Virtua Fighter 5 Ultimate Showdown Perfects A Beloved Fighting Game, Yet Feels Locked In The Past

Nearly 15 years after its original release, Virtua Fighter 5 is back in a new, updated form on PS4. Revealed a mere week before its release, Virtua Fighter 5 Ultimate Showdown sees the classic fighter perfected for the modern era, sporting all kinds of graphical enhancements and the tightest feel this particular installment has seen yet. All 19 characters return with their movesets intact, the balance has (seemingly) remained the same, and all of the previous levels make a comeback. The only real differences come in the form of the visuals, a new soundtrack, and some customization options for character costumes.

After fans had been begging for Sega to do something new with the IP, it’s great to see this game not only materialize but be offered for free on PlayStation Plus for the first two months. No matter how polished and feature-packed a fighting game is, a lack of players is a death knell for its future. With Ultimate Showdown reaching millions for the low cost of a PS Plus subscription, Sega has pretty much guaranteed that this particular iteration will find a dedicated fanbase.

That’s not to say everything is perfect. For as modern as the visuals might look, there are some curiously absent features in Ultimate Showdown that make it feel firmly rooted in the past. The elephant in the room is the lack of rollback netcode, a more recent development for fighting games that ensures connections across longer distances feel as close as possible to offline play. A lot of Japanese-developed fighters still don’t have rollback, so I can’t completely fault Sega, but attempting to upgrade a method from 2012 feels like a half-step towards making a true improvement.

That’s not to say the netcode is totally unplayable because Ultimate Showdown can feel surprisingly decent at times. Sega has employed a method it calls “absorb delay,” but that’s mostly fancy talk for having dedicated server support. Instead of connecting directly to opponents like traditional delay-based games do, matches in Virtua Fighter 5 Ultimate Showdown will connect to one of various servers around the world as an intermediary. In essence, both players should be getting the same amount of lag instead of one player having an advantage as the host.

Sadly, that doesn’t always pan out. I don’t know from my own personal testing, but having watched streamers play matches together, the very worst matches will often be perfectly fine for one player. Every game has the slightest bit of delay regardless of how good your connection is, but my two-to-three frames of input delay might be 10-to-12 on the other end. That means I have a distinct advantage in combat since I can react quickly while the other player might be waiting an entire second for inputs to come out.

There also happens to be some kind of bug with ranked matchmaking where matches not only take forever to get started but will inaccurately report the connection quality. You can alleviate this with room matches, which are Ultimate Showdown’s equivalent of non-ranked bouts, but then that brings up the next absent feature: friend invites. I can’t believe a game released in 2021 doesn’t allow you to invite friends, but Sega found a way.

Again, this isn’t the end of the world as you can put a password on your room, but it’s still a curious omission. Some of the earliest fighting games with online support I can think of had private rooms for your friends with the ability to invite them, so I’m not sure what happened here. That is a much easier fix than implementing rollback netcode, but it sort of reveals how Sega might have its head in the past when it comes to classic franchises.

Case in point, replays are mysteriously absent from Ultimate Showdown. The game is clearly tracking your matches as the main menu will playback recent matches online for you to spectate, but there is no way for you to save them for your personal records or even watch them from a separate menu. This one has to be an oversight as the previous home console Virtua Fighter, 5 Final Showdown, actually had the feature from day one.

The core game on offer is excellent, but it’s not hard to feel that Sega rushed the game out to make the summer PlayStation Plus cutoff. Almost as if to confirm that theory, the touted tournament mode for online play currently absent, but is coming in a later update. I just can’t quite shake the feeling that the design of Ultimate Showdown is taking cues from when fighters were in their infancy with regards to online connectivity. Everything I’m complaining about has been a standard feature in fighters for the entire previous console generation. Why are we going backward here?

That doesn’t mean you should ignore Virtua Fighter 5 Ultimate Showdown until Sega adds these options. With Sega using this re-release to gauge interest in a potential sequel, it would be criminal to write the game off at this moment. That it comes free with a PlayStation Plus subscription (which you’ll need to play online anyway) means you might as well try it out for yourself. The game truly is one of the greatest fighters ever made. It’s just a shame that certain features are missing in action, especially after years of the competition setting the standard.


— WHAT YOU HAVE TO DO —
Write down every entry once more, exactly as it reads.

— SUPPLIED RECORDS —
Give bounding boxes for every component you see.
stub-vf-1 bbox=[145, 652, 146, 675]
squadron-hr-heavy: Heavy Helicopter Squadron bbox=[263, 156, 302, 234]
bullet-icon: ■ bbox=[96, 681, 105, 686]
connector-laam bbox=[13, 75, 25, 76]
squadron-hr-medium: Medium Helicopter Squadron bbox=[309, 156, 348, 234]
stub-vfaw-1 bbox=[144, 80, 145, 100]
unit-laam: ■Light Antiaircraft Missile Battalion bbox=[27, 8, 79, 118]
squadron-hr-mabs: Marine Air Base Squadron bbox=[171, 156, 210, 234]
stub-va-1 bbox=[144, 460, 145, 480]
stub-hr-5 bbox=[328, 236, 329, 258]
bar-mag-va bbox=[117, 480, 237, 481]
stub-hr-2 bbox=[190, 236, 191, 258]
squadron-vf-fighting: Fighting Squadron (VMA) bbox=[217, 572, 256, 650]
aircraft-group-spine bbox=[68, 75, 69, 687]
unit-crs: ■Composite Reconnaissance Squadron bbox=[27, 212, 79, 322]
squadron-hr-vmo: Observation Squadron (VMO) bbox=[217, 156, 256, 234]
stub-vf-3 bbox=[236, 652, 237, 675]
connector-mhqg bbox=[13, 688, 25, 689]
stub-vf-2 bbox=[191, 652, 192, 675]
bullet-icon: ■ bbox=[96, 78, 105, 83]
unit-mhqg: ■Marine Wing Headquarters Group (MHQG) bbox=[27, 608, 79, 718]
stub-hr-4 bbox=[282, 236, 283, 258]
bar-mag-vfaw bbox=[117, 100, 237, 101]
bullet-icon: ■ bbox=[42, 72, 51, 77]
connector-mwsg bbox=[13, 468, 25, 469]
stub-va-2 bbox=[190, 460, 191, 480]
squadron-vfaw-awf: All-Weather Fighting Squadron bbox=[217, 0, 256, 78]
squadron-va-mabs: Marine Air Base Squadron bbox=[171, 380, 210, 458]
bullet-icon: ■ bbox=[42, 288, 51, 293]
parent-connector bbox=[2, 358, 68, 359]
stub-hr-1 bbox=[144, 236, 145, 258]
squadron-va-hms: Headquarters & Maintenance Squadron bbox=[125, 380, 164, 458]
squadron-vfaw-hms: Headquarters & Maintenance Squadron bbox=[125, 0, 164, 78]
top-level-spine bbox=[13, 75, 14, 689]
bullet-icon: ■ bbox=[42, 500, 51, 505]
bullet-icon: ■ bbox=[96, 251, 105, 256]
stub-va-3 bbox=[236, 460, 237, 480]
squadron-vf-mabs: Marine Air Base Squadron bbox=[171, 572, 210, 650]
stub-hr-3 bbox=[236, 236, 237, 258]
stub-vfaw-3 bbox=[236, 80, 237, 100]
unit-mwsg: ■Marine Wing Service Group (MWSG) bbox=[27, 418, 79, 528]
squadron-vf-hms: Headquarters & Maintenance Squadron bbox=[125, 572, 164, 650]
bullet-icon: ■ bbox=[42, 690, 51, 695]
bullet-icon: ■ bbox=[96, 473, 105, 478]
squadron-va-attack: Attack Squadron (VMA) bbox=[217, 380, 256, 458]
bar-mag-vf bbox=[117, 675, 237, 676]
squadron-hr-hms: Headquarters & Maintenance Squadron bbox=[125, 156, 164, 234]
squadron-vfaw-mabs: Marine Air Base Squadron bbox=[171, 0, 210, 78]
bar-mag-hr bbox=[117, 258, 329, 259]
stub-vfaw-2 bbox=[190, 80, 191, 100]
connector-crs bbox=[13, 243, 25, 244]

— RESPONSE TO THIS TASK —
Give bounding boxes for every component you see.
stub-vf-1 bbox=[145, 652, 146, 675]
squadron-hr-heavy: Heavy Helicopter Squadron bbox=[263, 156, 302, 234]
bullet-icon: ■ bbox=[96, 681, 105, 686]
connector-laam bbox=[13, 75, 25, 76]
squadron-hr-medium: Medium Helicopter Squadron bbox=[309, 156, 348, 234]
stub-vfaw-1 bbox=[144, 80, 145, 100]
unit-laam: ■Light Antiaircraft Missile Battalion bbox=[27, 8, 79, 118]
squadron-hr-mabs: Marine Air Base Squadron bbox=[171, 156, 210, 234]
stub-va-1 bbox=[144, 460, 145, 480]
stub-hr-5 bbox=[328, 236, 329, 258]
bar-mag-va bbox=[117, 480, 237, 481]
stub-hr-2 bbox=[190, 236, 191, 258]
squadron-vf-fighting: Fighting Squadron (VMA) bbox=[217, 572, 256, 650]
aircraft-group-spine bbox=[68, 75, 69, 687]
unit-crs: ■Composite Reconnaissance Squadron bbox=[27, 212, 79, 322]
squadron-hr-vmo: Observation Squadron (VMO) bbox=[217, 156, 256, 234]
stub-vf-3 bbox=[236, 652, 237, 675]
connector-mhqg bbox=[13, 688, 25, 689]
stub-vf-2 bbox=[191, 652, 192, 675]
bullet-icon: ■ bbox=[96, 78, 105, 83]
unit-mhqg: ■Marine Wing Headquarters Group (MHQG) bbox=[27, 608, 79, 718]
stub-hr-4 bbox=[282, 236, 283, 258]
bar-mag-vfaw bbox=[117, 100, 237, 101]
bullet-icon: ■ bbox=[42, 72, 51, 77]
connector-mwsg bbox=[13, 468, 25, 469]
stub-va-2 bbox=[190, 460, 191, 480]
squadron-vfaw-awf: All-Weather Fighting Squadron bbox=[217, 0, 256, 78]
squadron-va-mabs: Marine Air Base Squadron bbox=[171, 380, 210, 458]
bullet-icon: ■ bbox=[42, 288, 51, 293]
parent-connector bbox=[2, 358, 68, 359]
stub-hr-1 bbox=[144, 236, 145, 258]
squadron-va-hms: Headquarters & Maintenance Squadron bbox=[125, 380, 164, 458]
squadron-vfaw-hms: Headquarters & Maintenance Squadron bbox=[125, 0, 164, 78]
top-level-spine bbox=[13, 75, 14, 689]
bullet-icon: ■ bbox=[42, 500, 51, 505]
bullet-icon: ■ bbox=[96, 251, 105, 256]
stub-va-3 bbox=[236, 460, 237, 480]
squadron-vf-mabs: Marine Air Base Squadron bbox=[171, 572, 210, 650]
stub-hr-3 bbox=[236, 236, 237, 258]
stub-vfaw-3 bbox=[236, 80, 237, 100]
unit-mwsg: ■Marine Wing Service Group (MWSG) bbox=[27, 418, 79, 528]
squadron-vf-hms: Headquarters & Maintenance Squadron bbox=[125, 572, 164, 650]
bullet-icon: ■ bbox=[42, 690, 51, 695]
bullet-icon: ■ bbox=[96, 473, 105, 478]
squadron-va-attack: Attack Squadron (VMA) bbox=[217, 380, 256, 458]
bar-mag-vf bbox=[117, 675, 237, 676]
squadron-hr-hms: Headquarters & Maintenance Squadron bbox=[125, 156, 164, 234]
squadron-vfaw-mabs: Marine Air Base Squadron bbox=[171, 0, 210, 78]
bar-mag-hr bbox=[117, 258, 329, 259]
stub-vfaw-2 bbox=[190, 80, 191, 100]
connector-crs bbox=[13, 243, 25, 244]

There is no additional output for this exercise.